His breath ghosted over my shoulder as I stepped up to him to take a look. A single red dot pulsed on the screen. Federico. He’d most likely locked himself away in a panic room. Fucking coward.
We followed it up the grand staircase, our boots whispering against the worn runner. The air was thick with the remnants of gunpowder and fear. Faint, ragged breathing filtered through the comms.
Enzo was ordering the dead be cleared away and burned in a pit that was being dug somewhere on the grounds.
Luca’s grunts were indistinct, but it sounded like he was in charge of clearing the city of the dead.
I didn’t know who their cleaners were or if they were equipped for something like this, but I didn’t give a flying fuck right now. I was focused on making one person suffer as much as possible for all he’d taken from me.

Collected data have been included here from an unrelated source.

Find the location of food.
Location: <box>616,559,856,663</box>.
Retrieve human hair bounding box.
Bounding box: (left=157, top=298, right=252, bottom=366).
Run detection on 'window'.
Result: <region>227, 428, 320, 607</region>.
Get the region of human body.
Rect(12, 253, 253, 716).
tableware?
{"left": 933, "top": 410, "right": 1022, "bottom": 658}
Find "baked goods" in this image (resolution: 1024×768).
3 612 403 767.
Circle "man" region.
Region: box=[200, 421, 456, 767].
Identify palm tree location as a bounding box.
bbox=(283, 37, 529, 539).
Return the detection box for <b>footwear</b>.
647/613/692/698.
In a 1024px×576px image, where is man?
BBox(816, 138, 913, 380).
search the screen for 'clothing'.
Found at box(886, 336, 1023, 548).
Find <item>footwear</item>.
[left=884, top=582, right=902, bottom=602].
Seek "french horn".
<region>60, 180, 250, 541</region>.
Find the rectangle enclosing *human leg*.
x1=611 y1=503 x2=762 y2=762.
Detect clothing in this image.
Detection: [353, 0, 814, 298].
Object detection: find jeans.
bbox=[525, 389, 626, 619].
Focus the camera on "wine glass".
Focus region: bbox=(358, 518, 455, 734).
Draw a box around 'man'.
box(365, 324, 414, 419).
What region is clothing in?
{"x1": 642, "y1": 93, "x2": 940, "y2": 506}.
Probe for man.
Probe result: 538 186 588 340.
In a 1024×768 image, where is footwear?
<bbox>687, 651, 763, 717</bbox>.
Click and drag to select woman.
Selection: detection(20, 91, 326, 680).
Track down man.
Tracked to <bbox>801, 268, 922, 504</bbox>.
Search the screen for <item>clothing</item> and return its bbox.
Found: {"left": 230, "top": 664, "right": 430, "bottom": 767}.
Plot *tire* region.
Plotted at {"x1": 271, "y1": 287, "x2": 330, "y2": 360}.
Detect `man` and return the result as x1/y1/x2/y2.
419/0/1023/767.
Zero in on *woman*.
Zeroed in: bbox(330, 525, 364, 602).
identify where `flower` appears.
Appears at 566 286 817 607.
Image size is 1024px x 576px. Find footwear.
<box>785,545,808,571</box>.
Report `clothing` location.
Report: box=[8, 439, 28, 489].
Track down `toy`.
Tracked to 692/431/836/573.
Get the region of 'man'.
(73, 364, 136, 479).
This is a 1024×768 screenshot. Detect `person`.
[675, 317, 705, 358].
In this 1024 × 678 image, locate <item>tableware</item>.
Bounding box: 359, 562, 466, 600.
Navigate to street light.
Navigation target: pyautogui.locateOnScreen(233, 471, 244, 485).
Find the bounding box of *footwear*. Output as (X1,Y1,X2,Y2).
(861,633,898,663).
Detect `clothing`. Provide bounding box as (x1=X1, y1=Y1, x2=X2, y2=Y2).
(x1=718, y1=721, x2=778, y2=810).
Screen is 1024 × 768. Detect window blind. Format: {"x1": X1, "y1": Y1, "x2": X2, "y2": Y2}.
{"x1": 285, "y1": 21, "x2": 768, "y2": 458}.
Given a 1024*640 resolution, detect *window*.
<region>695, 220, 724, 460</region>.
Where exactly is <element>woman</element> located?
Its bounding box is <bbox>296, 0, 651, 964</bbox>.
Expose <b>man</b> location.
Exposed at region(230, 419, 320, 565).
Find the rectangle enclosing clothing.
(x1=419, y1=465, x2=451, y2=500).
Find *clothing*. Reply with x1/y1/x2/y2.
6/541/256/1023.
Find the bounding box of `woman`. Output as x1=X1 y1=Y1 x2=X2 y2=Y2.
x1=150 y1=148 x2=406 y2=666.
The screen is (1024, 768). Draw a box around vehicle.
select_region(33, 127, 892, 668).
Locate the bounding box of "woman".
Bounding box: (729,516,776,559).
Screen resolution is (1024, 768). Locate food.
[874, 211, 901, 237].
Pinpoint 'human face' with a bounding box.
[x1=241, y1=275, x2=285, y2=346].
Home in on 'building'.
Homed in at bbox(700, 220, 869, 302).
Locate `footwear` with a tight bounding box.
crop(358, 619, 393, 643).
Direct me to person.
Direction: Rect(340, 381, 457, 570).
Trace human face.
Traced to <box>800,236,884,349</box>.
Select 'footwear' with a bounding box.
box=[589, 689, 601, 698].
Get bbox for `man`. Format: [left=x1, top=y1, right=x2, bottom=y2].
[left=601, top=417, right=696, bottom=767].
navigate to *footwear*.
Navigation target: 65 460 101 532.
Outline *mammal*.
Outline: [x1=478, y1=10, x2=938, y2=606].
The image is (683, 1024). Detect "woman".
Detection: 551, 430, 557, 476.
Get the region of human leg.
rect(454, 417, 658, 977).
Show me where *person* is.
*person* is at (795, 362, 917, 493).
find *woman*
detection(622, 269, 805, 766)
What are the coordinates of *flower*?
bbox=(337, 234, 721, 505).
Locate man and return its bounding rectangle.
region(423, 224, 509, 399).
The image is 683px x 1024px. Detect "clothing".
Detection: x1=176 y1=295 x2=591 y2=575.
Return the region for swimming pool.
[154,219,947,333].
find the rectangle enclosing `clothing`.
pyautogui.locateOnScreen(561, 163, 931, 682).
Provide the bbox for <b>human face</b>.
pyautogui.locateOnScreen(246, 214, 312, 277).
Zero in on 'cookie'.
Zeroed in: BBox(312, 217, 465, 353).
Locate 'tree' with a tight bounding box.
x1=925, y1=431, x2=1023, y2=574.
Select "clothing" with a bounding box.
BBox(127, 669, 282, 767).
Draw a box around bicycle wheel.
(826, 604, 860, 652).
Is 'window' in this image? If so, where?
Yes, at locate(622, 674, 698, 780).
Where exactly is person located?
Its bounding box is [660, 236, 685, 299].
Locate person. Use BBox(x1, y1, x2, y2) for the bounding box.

Federico knew we were coming. There was no way on this earth he didn’t.
Remi moved beside me, silent, a shadow stretching long under the dim chandelier light. His blade still dripped red, his fingers curled loosely around the hilt. There was no hesitation in his movements. He was calm. Controlled. Lethal.
I could feel the anticipation humming under his skin, the way his breathing remained steady, even as my blood roared in my ears.
We reached the top of the stairs. The hallway stretched long and empty before us, lined with doors that led to rooms already abandoned, their occupants either dead or fleeing.
But not Federico.
He had nowhere to run.
We followed the blinking dot on the screen, down the hall, past shattered picture frames and overturned furniture and bullet holes blown through the walls.
The sound of a door creaking open had my gun raised in an instant. But it was nothing. Just the house settling in the wake of the devastation we’d wrecked on it.
Or maybe it was the weight of death pressing in from all sides. Remi tilted his head, eyes flicking between the tablet and the doors ahead.
“Here,” he murmured, voice soft, intimate in its certainty.
The last door at the end of the hall. A master bedroom, most likely. A place meant to be safe. Untouchable. The irony almost made me laugh.
Remi sheathed his knife, rolling his shoulders, stretching his fingers. I caught the subtle flicker of excitement in his eyes.
He loved this.
Not just the violence—not just the hunt.
But this moment. The weight of inevitability.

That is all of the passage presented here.